Sorus would have to wait, however. First Morn. And when that score was settled, he would turn his attention to saving Captain’s Fancy. He felt sure that somewhere during that process he would be able to rid himself of Mikka.
Without realizing it, he’d begun to pace back and forth in his cabin as if he were shuttling feverishly between real and imaginary possibilities for revenge.
The sound of the intercom stopped him. “Nick,” Mikka said flatly. “I’ve got her up. She’s groggy, but she can walk.”
To vent some of his tension, he snap-punched the intercom toggle. “Meet me at the airlock. I’ll take her from there.”

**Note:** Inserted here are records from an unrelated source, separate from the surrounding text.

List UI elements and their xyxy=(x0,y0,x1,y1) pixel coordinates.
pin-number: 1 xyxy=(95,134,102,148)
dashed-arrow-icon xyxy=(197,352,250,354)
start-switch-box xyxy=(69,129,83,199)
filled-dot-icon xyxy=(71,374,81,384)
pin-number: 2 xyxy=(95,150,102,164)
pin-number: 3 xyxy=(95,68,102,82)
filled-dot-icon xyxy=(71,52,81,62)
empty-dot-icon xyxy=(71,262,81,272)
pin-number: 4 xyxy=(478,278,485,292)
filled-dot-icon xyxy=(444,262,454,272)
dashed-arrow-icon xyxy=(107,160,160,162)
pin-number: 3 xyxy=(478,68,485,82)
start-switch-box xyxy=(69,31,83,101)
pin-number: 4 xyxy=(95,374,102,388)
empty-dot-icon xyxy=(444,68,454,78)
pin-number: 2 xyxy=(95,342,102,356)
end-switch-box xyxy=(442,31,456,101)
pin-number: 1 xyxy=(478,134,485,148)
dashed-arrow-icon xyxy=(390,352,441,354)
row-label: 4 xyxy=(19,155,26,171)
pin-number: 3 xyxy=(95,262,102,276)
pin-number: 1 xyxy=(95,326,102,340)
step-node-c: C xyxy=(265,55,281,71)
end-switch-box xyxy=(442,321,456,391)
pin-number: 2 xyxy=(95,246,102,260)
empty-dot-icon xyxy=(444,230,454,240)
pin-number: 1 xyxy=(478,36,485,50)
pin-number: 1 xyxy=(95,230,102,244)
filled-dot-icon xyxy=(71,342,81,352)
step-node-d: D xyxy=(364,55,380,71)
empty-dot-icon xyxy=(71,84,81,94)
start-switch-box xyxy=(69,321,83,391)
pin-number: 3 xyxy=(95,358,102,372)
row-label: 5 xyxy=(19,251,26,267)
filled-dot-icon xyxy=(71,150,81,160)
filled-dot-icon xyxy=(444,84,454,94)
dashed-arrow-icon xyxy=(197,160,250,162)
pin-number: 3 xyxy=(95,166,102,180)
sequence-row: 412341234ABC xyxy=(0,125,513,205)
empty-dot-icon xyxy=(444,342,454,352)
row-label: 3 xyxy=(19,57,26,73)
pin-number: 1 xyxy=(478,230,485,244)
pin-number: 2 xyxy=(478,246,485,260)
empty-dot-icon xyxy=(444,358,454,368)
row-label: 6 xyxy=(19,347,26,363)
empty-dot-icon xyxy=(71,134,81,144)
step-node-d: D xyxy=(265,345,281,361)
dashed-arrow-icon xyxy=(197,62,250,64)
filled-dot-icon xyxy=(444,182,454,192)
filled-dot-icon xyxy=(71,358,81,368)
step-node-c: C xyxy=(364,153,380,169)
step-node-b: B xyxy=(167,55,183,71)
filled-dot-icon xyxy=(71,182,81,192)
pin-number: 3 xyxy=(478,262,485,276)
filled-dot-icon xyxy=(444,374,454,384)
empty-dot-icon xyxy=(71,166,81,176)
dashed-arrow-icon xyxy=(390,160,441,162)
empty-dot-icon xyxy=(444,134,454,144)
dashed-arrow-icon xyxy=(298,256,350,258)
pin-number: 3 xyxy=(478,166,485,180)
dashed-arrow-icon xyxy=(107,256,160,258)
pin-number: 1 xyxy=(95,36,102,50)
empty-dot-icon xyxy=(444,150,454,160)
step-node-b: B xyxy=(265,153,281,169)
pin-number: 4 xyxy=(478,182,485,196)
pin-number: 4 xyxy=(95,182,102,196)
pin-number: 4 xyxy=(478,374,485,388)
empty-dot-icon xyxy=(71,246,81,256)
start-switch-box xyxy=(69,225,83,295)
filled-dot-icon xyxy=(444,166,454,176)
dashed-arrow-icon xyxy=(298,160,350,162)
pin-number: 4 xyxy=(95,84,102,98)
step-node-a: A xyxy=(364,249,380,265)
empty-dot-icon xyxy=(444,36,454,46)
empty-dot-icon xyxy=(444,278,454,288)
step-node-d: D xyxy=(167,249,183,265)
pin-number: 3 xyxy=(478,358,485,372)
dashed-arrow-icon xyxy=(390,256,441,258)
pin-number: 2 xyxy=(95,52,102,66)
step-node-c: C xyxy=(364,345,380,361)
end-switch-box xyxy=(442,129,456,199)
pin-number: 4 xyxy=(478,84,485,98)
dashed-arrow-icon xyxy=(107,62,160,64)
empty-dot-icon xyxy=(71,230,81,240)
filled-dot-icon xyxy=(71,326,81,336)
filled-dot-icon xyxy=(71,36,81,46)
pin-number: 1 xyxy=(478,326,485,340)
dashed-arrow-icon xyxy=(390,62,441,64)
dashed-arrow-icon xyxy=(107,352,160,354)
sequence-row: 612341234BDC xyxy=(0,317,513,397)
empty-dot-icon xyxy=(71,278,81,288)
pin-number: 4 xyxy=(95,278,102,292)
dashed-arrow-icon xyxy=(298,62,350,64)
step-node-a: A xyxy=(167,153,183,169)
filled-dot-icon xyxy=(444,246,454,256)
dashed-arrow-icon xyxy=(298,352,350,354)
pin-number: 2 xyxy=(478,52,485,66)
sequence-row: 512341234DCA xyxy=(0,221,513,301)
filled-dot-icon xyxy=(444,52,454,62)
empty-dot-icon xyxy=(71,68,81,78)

Mikka clicked off without acknowledging him.
Promising murder, Nick keyed open the door and strode out of his cabin.
For the second time in little more than an hour, he had to leave his ship. And the second occasion was deadlier than the first: the Amnion were more likely than the Bill to do him active harm. Nevertheless he didn’t delay. Tension wasn?
??t the same thing as energy or confidence, but it could serve the same purpose.
He caught up with Mikka and Morn in the access passage of the airlock. They moved slowly: Morn’s steps were nothing more than a stupefied shuffle; without Mikka’s support, she would have folded to the deck. From the back they looked like sisters with their arms around each other for encouragement.
Sneering his disgust, he noticed that Mikka had taken the time to put Morn into a clean shipsuit. Presumably Mikka had also cleaned Morn herself, washing off twelve or so hours’ worth of accumulated filth. Wasted dignity. A woman who was about to lose her humanity entirely didn’t need it. And he didn’t want her to have any left when he handed her over to her ruin.
“Far enough,” he growled at Mikka. “You can go back now.
“I’m leaving you in command. I don’t expect you to like what I’m doing. I don’t expect you to forget about it when it’s over. But I do expect you to take care of the ship while I’m gone. You aren’t any safer without me.” Nick had guaranteed that by telling Scorz to record his discussion with Vestabule. “And I still know more about what’s at stake here than you do. As matters stand, I’m the only hope you’ve got.”
Mikka glared at him. “I’m not stupid, Nick. Don’t make that mistake.”
“I’ll be lucky if I get the chance,” he retorted, driven by bitterness. “You’re too busy making it for me.
“Go to the bridge,” he ordered so that he wouldn’t have to listen to her anymore. “Pull a raiding team together—the best people we have for weapons, demolition, stealth work. Take them off duty, get them rested, ready, equipped. I’m not sure what I’m going to do yet”—he admitted this because he knew it would make Mikka more likely to comply—“but when the time comes we’ll need to give it our best shot.”